I always find the end of the year to be a reflective, contemplative time. The peak of the Christmas excitement is over and the peak of the anticipation of the new year has not yet materialized. So there in the silent valley of our thoughts we ponder life for a week at the end of each year. For me, after I make it through some existential reckoning, I begin to look back at the closing year and then turn my thoughts toward the promise of the year to come. It is during this time that I consider my achievements, my progress, my failures, and my priorities.
Despite it being so much different than other years in so many ways, 2020 ended similarly to its predecessors. I looked back on what I had accomplished, the steps I had made toward realizing my goals, and those plans I had which were never realized. And then came the real questions. Did any of it matter? Or was it all, as Solomon suggested in Ecclesiastes 1:14 (NKJV), “vanity and grasping for the wind?” What is really important in life?
Ecclesiastes exists to answer this question. It is the book of mature wisdom, the sequel in many ways to the youthful wisdom of Proverbs. And in the book’s final two verses, Ecclesiastes 12:13-14 tells us what matters in life:
Let us hear the conclusion of the whole matter:
Fear God and keep His commandments,
For this is man’s all.
For God will bring every work into judgment,
Including every secret thing,
Whether good or evil.
We must fear God and keep His commandments. For Christians, since Jesus fulfilled the Law for us, we have a different set of commandments to keep. We are to love God and love others, but we are also to be about our Father’s business.
This means we should be fulfilling Jesus’ Great Commission to His disciples in Matthew 28:18-20: And Jesus came and spoke to them, saying, “All authority has been given to Me in heaven and on earth. Go therefore and make disciples of all the nations, baptizing them in the name of the Father and of the Son and of the Holy Spirit, teaching them to observe all things that I have commanded you; and lo, I am with you always, even to the end of the age.” Amen.
Jesus also spoke about our role in bringing people into His kingdom in John 4:34-38: Jesus said to them, “My food is to do the will of Him who sent Me, and to finish His work. Do you not say, ‘There are still four months and then comes the harvest?’ Behold, I say to you, lift up your eyes and look at the fields, for they are already white for harvest! And he who reaps receives wages, and gathers fruit for eternal life, that both he who sows and he who reaps may rejoice together. For in this the saying is true: ‘One sows and another reaps.’ I sent you to reap that for which you have not labored; others have labored, and you have entered into their labors.”
The meaning of life is to do God’s will, to go and make disciples, and to finish the work which Jesus began. Our lives and words proclaim the Person of Truth and His power working within us. Evangelism and discipleship is everyone’s business. The Church does a good job of introducing people to Jesus, but we need to better support people in developing a relationship with Him.
We should be advancing the Kingdom of God and fulfilling the Great Commission. Are you doing that? As you think about that, I encourage you to consider these questions.
Are you effective in helping advance the Kingdom of God?
Are you fulfilling the Great Commission?
Have you helped make disciples?
Have you encouraged the faithful?
Have you expanded the Holy Spirit’s reach within the Kingdom?
What fruit have you gathered for Jesus?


* Exercise directions *
Keep the lines exact and the pictures out as you repeat the following listing.

* Task inputs *
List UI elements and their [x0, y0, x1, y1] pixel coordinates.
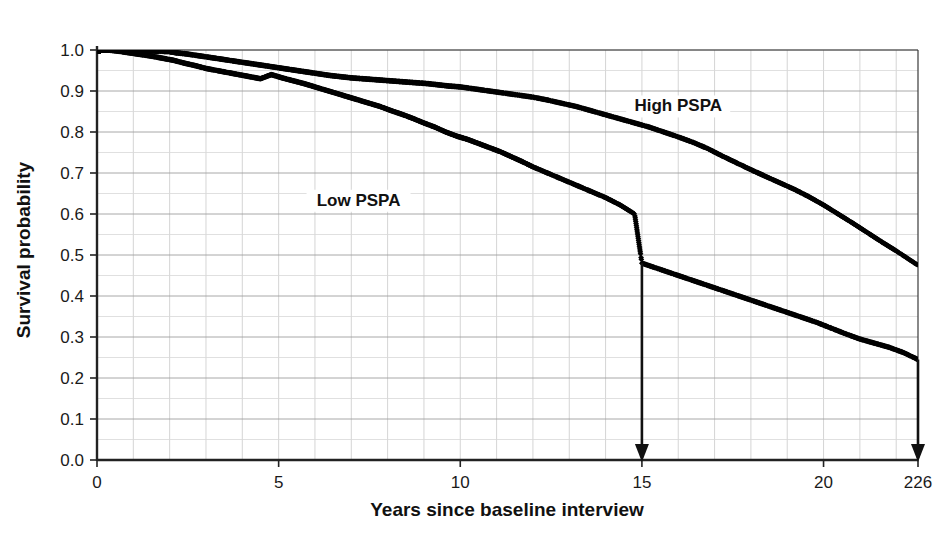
- y-tick-label: 0.8: [60, 123, 84, 142]
- y-tick-label: 0.3: [60, 328, 84, 347]
- figure-background: [0, 0, 940, 536]
- y-tick-label: 0.5: [60, 246, 84, 265]
- plot-area: 0.00.10.20.30.40.50.60.70.80.91.0 051015…: [0, 0, 940, 536]
- survival-curve-figure: 0.00.10.20.30.40.50.60.70.80.91.0 051015…: [0, 0, 940, 536]
- x-tick-label: 20: [814, 473, 833, 492]
- y-tick-label: 0.9: [60, 82, 84, 101]
- y-tick-label: 0.4: [60, 287, 84, 306]
- y-tick-label: 1.0: [60, 41, 84, 60]
- x-tick-label: 5: [274, 473, 283, 492]
- x-tick-label: 0: [92, 473, 101, 492]
- x-axis-title: Years since baseline interview: [370, 499, 644, 520]
- y-tick-label: 0.6: [60, 205, 84, 224]
- x-tick-label: 226: [904, 473, 932, 492]
- y-axis-title: Survival probability: [13, 161, 34, 338]
- y-tick-label: 0.2: [60, 369, 84, 388]
- y-tick-label: 0.7: [60, 164, 84, 183]
- x-tick-label: 15: [632, 473, 651, 492]
- series-label-1: High PSPA: [634, 96, 722, 115]
- series-label-2: Low PSPA: [317, 191, 401, 210]
- x-tick-label: 10: [451, 473, 470, 492]
- y-tick-label: 0.1: [60, 410, 84, 429]
- y-tick-label: 0.0: [60, 451, 84, 470]
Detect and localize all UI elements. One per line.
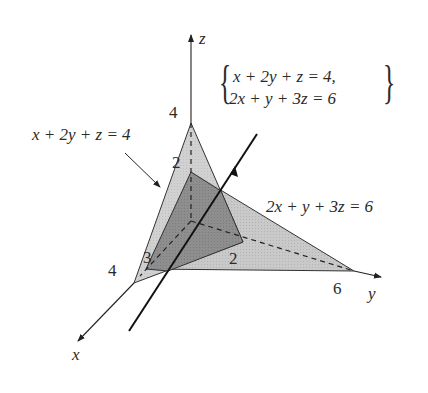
tick-y6: 6 bbox=[333, 279, 342, 298]
z-axis-label: z bbox=[198, 29, 206, 48]
tick-y2: 2 bbox=[229, 249, 238, 268]
x-axis bbox=[78, 283, 134, 341]
plane-2-equation: 2x + y + 3z = 6 bbox=[266, 197, 374, 216]
tick-x3: 3 bbox=[143, 248, 152, 267]
planes-diagram: z y x 4 2 4 3 2 6 x + 2y + z = 4 2x + y … bbox=[0, 0, 428, 393]
y-axis-label: y bbox=[366, 284, 376, 303]
system-right-brace: } bbox=[383, 57, 395, 108]
system-line-1: x + 2y + z = 4, bbox=[232, 67, 336, 86]
plane-1-pointer bbox=[125, 153, 160, 187]
x-axis-label: x bbox=[71, 345, 80, 364]
plane-1-equation: x + 2y + z = 4 bbox=[31, 125, 131, 144]
system-line-2: 2x + y + 3z = 6 bbox=[229, 89, 337, 108]
tick-z2: 2 bbox=[172, 153, 181, 172]
tick-x4: 4 bbox=[108, 261, 117, 280]
y-axis bbox=[354, 271, 381, 277]
tick-z4: 4 bbox=[169, 103, 178, 122]
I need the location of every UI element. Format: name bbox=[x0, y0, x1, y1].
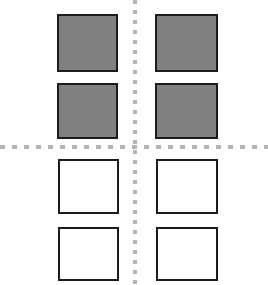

* Task result *
List UI elements and their [x0, y0, x1, y1] pixel coordinates.
- y-tick-label: 0.8: [60, 123, 84, 142]
- y-tick-label: 0.3: [60, 328, 84, 347]
- figure-background: [0, 0, 940, 536]
- y-tick-label: 0.5: [60, 246, 84, 265]
- plot-area: 0.00.10.20.30.40.50.60.70.80.91.0 051015…: [0, 0, 940, 536]
- survival-curve-figure: 0.00.10.20.30.40.50.60.70.80.91.0 051015…: [0, 0, 940, 536]
- x-tick-label: 20: [814, 473, 833, 492]
- y-tick-label: 0.9: [60, 82, 84, 101]
- y-tick-label: 0.4: [60, 287, 84, 306]
- y-tick-label: 1.0: [60, 41, 84, 60]
- x-tick-label: 5: [274, 473, 283, 492]
- x-tick-label: 0: [92, 473, 101, 492]
- x-axis-title: Years since baseline interview: [370, 499, 644, 520]
- y-tick-label: 0.6: [60, 205, 84, 224]
- x-tick-label: 226: [904, 473, 932, 492]
- y-axis-title: Survival probability: [13, 161, 34, 338]
- y-tick-label: 0.2: [60, 369, 84, 388]
- y-tick-label: 0.7: [60, 164, 84, 183]
- x-tick-label: 15: [632, 473, 651, 492]
- series-label-1: High PSPA: [634, 96, 722, 115]
- series-label-2: Low PSPA: [317, 191, 401, 210]
- x-tick-label: 10: [451, 473, 470, 492]
- y-tick-label: 0.1: [60, 410, 84, 429]
- y-tick-label: 0.0: [60, 451, 84, 470]
Detect and localize all UI elements. One per line.
tick-y6: 6 bbox=[333, 279, 342, 298]
z-axis-label: z bbox=[198, 29, 206, 48]
tick-y2: 2 bbox=[229, 249, 238, 268]
x-axis bbox=[78, 283, 134, 341]
plane-2-equation: 2x + y + 3z = 6 bbox=[266, 197, 374, 216]
tick-x3: 3 bbox=[143, 248, 152, 267]
planes-diagram: z y x 4 2 4 3 2 6 x + 2y + z = 4 2x + y … bbox=[0, 0, 428, 393]
y-axis-label: y bbox=[366, 284, 376, 303]
system-right-brace: } bbox=[383, 57, 395, 108]
system-line-1: x + 2y + z = 4, bbox=[232, 67, 336, 86]
plane-1-pointer bbox=[125, 153, 160, 187]
x-axis-label: x bbox=[71, 345, 80, 364]
plane-1-equation: x + 2y + z = 4 bbox=[31, 125, 131, 144]
system-line-2: 2x + y + 3z = 6 bbox=[229, 89, 337, 108]
tick-z2: 2 bbox=[172, 153, 181, 172]
tick-x4: 4 bbox=[108, 261, 117, 280]
y-axis bbox=[354, 271, 381, 277]
tick-z4: 4 bbox=[169, 103, 178, 122]
I need the location of every UI element. Format: name bbox=[x0, y0, x1, y1].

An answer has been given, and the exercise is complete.